Home Digital TV and Video Nielsen Ups The Ante On TV And Audio Data With $560M Bid For Gracenote

Nielsen Ups The Ante On TV And Audio Data With $560M Bid For Gracenote

SHARE:

nielsenNielsen intends to acquire Gracenote, a Tribune-owned company specializing in audio and video content recognition technology, for $560 million, the company confirmed on Tuesday.

Gracenote will operate under Nielsen’s “Watch” business – the side of the house that measures audiences – and the acquisition is expected to close Q1 2017.

If it goes through, Nielsen will gain more access to TV and audio data.

“Gracenote’s metadata and content recognition technology fuels the interfaces of the major video, music and in-car infotainment systems that consumers engage with every day,” said Karthik Rao, president of expanded verticals at Nielsen, in a statement.

The acquisition echoes Rovi’s $1.1 billion acquisition of TiVo in April.

Rovi combines its metadata on TV searches with TiVo’s set-top box viewing insights to improve content recommendations, discovery and ad targeting.

Nielsen claims Gracenote’s metadata will help marketers target customers and optimize campaigns in real time and that media clients will be able to distribute more relevant content to specific consumer subsets. 

Gracenote, which initially supplied TV and movie listings to smart TV providers, later licensed its recommendation engine to media owners, who used it to suggest movies, genres or playlists to consumers.

After Tribune bought it from Sony for $170 million, one of Gracenote’s main focuses was supplying program viewership info to broadcasters.

In 2013, Gracenote started deepening its ad decisioning capabilities, allowing broadcasters to perform ad replacement or to swap in addressable ads to smart TV users based on demographic and viewership data.

Nielsen’s intent to acquire Gracenote comes just a week after NBC’s ad sales chief, Linda Yaccarino, sent a memo to Nielsen execs, saying Nielsen relies too much on panel-based measurements for digital and on-demand environments.

Subscribe

AdExchanger Daily

Get our editors’ roundup delivered to your inbox every weekday.

Yaccarino also argued that major pay TV and digital video providers aren’t in Nielsen’s measurement mix.

“The whole industry eagerly awaits total audience data … TCR [Total Content Ratings] is far from meeting these requirements,” Yaccarino wrote.

Gracenote at least strengthens Nielsen’s position around cross-screen viewing data.

Must Read

Google Rolls Out Chatbot Agents For Marketers

Google on Wednesday announced the full availability of its new agentic AI tools, called Ads Advisor and Analytics Advisor.

Amazon Ads Is All In On Simplicity

“We just constantly hear how complex it is right now,” Kelly MacLean, Amazon Ads VP of engineering, science and product, tells AdExchanger. “So that’s really where we we’ve anchored a lot on hearing their feedback, [and] figuring out how we can drive even more simplicity.”

Betrayal, business, deal, greeting, competition concept. Lie deception and corporate dishonesty illustration. Businessmen leaders entrepreneurs making agreement holding concealing knives behind backs.

How PubMatic Countered A Big DSP’s Spending Dip In Q3 (And Our Theory On Who It Was)

In July, PubMatic saw a temporary drop in ad spend from a “large” unnamed DSP partner, which contributed to Q3 revenue of $68 million, a 5% YOY decline.

Privacy! Commerce! Connected TV! Read all about it. Subscribe to AdExchanger Newsletters

Paramount Skydance Merged Its Business – Now It’s Ready To Merge Its Tech Stack

Paramount Skydance, which officially turns 100 days old this week, released its first post-merger quarterly earnings report on Monday.

Hand Wipes Glasses illustration

EssilorLuxottica Leans Into AI To Avoid Ad Waste

AI is bringing accountability to ad tech’s murky middle, helping brands like EssilorLuxottica cut out bots, bad bids and wasted spend before a single impression runs.

The Arena Group's Stephanie Mazzamaro (left) chats with ad tech consultant Addy Atienza at AdMonsters' Sell Side Summit Austin.

For Publishers, AI Gives Monetizable Data Insight But Takes Away Traffic

Traffic-starved publishers are hopeful that their long-undervalued audience data will fuel advertising’s automated future – if only they can finally wrest control of the industry narrative away from ad tech middlemen.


ACTION ITEM: Look through the data below and extract, unchanged, the lines from the one that contains "This screenshot has height=622, width=1293." to the one that contains "The height and width of the screenshot is (455, 876).", both included.
+++++
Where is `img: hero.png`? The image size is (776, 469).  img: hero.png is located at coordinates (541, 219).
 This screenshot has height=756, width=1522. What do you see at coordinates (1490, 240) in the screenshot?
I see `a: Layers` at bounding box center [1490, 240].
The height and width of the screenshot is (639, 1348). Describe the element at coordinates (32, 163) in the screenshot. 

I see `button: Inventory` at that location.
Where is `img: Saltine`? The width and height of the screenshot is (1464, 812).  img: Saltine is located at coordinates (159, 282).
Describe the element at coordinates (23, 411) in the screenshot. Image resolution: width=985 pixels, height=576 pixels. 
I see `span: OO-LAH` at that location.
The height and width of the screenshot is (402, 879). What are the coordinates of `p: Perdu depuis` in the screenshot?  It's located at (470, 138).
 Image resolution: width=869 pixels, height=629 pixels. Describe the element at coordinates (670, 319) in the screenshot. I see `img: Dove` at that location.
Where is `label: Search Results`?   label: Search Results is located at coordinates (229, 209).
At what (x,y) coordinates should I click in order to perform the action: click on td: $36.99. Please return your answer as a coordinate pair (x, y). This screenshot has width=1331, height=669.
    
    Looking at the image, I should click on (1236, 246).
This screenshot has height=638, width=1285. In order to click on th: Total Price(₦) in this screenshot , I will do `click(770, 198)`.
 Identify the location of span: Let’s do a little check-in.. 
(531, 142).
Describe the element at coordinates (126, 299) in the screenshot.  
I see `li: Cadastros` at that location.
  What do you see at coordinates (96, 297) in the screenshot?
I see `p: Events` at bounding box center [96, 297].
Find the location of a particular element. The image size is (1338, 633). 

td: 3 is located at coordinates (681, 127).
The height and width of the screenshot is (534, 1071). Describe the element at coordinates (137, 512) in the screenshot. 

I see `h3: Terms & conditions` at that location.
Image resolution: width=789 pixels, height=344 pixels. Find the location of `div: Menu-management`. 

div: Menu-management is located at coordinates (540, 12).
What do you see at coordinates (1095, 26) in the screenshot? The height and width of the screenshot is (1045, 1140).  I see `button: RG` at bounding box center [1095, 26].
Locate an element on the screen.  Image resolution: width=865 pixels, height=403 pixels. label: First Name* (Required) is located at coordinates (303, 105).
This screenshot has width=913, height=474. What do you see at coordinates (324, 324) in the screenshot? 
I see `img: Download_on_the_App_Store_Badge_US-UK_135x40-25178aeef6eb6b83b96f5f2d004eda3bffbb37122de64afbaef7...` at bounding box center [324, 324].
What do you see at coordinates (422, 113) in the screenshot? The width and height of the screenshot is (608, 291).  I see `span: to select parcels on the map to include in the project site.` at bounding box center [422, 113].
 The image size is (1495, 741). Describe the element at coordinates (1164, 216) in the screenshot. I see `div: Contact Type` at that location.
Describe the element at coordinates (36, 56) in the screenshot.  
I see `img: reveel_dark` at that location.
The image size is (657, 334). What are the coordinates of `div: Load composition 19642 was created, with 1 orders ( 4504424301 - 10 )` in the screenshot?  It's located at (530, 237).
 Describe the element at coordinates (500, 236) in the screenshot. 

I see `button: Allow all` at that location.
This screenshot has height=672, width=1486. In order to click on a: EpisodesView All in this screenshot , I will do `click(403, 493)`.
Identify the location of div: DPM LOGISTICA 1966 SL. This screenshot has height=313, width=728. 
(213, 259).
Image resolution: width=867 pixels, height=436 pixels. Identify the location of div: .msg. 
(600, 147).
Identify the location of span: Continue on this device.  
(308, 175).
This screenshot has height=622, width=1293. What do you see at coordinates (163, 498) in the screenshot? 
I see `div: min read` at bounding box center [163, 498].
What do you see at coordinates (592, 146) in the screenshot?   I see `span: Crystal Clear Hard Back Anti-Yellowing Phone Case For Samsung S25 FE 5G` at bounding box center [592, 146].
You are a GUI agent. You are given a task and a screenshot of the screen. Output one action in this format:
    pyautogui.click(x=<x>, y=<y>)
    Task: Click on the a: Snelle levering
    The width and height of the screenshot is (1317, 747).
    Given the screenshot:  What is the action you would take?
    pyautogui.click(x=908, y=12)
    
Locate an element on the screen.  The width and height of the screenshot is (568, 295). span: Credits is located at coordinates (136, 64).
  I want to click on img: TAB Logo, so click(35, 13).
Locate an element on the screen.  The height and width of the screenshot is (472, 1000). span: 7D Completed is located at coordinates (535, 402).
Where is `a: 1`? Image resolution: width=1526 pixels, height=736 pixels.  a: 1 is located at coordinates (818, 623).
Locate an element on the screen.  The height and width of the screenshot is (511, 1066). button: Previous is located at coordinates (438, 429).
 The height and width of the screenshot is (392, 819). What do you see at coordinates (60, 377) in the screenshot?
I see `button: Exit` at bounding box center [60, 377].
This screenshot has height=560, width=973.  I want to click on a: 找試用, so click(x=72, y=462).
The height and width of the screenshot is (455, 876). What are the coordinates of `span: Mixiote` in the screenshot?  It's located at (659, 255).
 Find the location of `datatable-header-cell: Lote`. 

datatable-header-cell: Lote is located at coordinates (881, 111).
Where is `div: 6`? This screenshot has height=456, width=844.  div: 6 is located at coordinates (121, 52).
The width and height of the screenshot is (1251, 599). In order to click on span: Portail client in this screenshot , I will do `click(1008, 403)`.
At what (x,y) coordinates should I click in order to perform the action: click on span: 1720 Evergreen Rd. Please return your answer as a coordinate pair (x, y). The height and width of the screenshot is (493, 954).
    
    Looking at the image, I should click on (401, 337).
+++++
EXERCISE RESULT:
This screenshot has height=622, width=1293. What do you see at coordinates (163, 498) in the screenshot? 
I see `div: min read` at bounding box center [163, 498].
What do you see at coordinates (592, 146) in the screenshot?   I see `span: Crystal Clear Hard Back Anti-Yellowing Phone Case For Samsung S25 FE 5G` at bounding box center [592, 146].
You are a GUI agent. You are given a task and a screenshot of the screen. Output one action in this format:
    pyautogui.click(x=<x>, y=<y>)
    Task: Click on the a: Snelle levering
    The width and height of the screenshot is (1317, 747).
    Given the screenshot:  What is the action you would take?
    pyautogui.click(x=908, y=12)
    
Locate an element on the screen.  The width and height of the screenshot is (568, 295). span: Credits is located at coordinates (136, 64).
  I want to click on img: TAB Logo, so click(35, 13).
Locate an element on the screen.  The height and width of the screenshot is (472, 1000). span: 7D Completed is located at coordinates (535, 402).
Where is `a: 1`? Image resolution: width=1526 pixels, height=736 pixels.  a: 1 is located at coordinates (818, 623).
Locate an element on the screen.  The height and width of the screenshot is (511, 1066). button: Previous is located at coordinates (438, 429).
 The height and width of the screenshot is (392, 819). What do you see at coordinates (60, 377) in the screenshot?
I see `button: Exit` at bounding box center [60, 377].
This screenshot has height=560, width=973.  I want to click on a: 找試用, so click(x=72, y=462).
The height and width of the screenshot is (455, 876). What are the coordinates of `span: Mixiote` in the screenshot?  It's located at (659, 255).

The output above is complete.